For every entry below, give it back exactly and leave out any image.

** Data for this exercise follows **

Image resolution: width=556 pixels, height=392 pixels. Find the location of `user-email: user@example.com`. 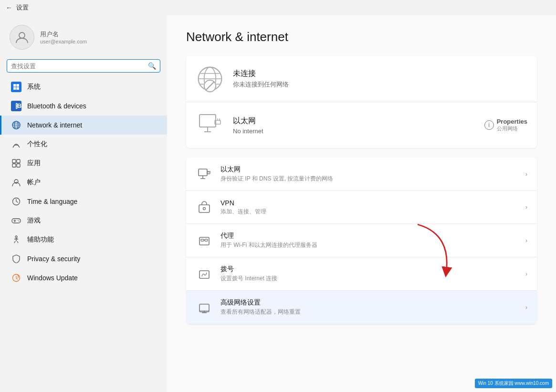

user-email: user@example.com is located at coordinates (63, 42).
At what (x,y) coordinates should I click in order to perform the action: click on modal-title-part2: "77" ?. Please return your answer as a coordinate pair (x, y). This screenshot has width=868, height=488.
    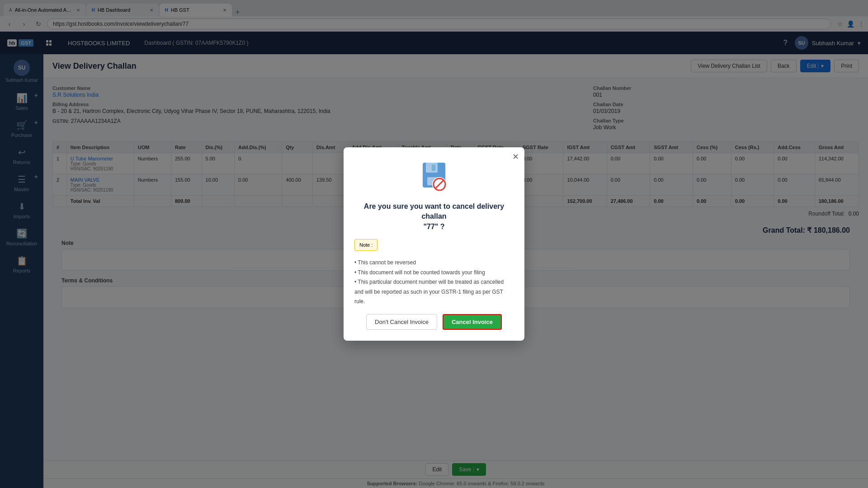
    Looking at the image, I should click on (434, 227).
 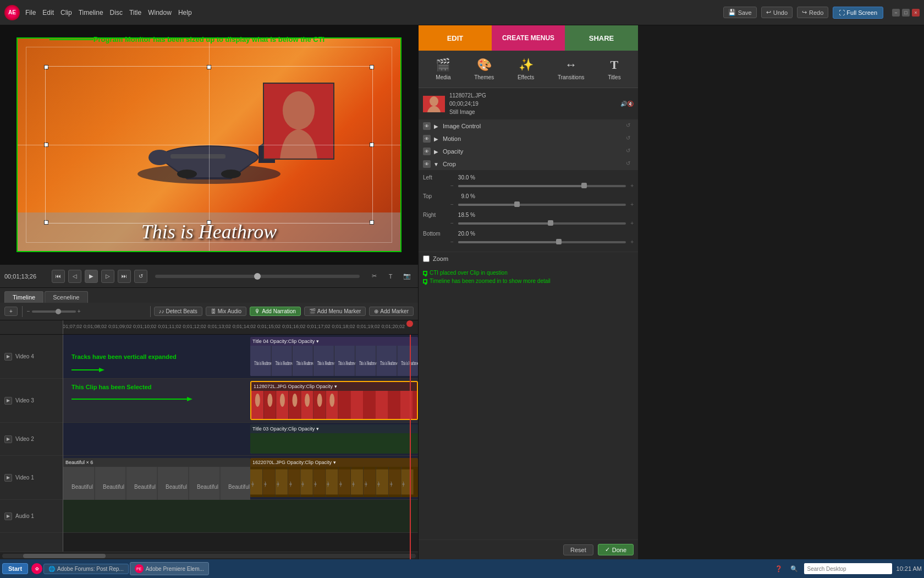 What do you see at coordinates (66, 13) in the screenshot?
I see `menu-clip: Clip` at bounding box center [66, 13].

** End of Data for this exercise **

*Solution for this problem*:
Image resolution: width=556 pixels, height=392 pixels. Find the location of `user-email: user@example.com`. 

user-email: user@example.com is located at coordinates (63, 42).
At what (x,y) coordinates should I click in order to perform the action: click on modal-title-part2: "77" ?. Please return your answer as a coordinate pair (x, y). This screenshot has width=868, height=488.
    Looking at the image, I should click on (434, 227).
  What do you see at coordinates (66, 13) in the screenshot?
I see `menu-clip: Clip` at bounding box center [66, 13].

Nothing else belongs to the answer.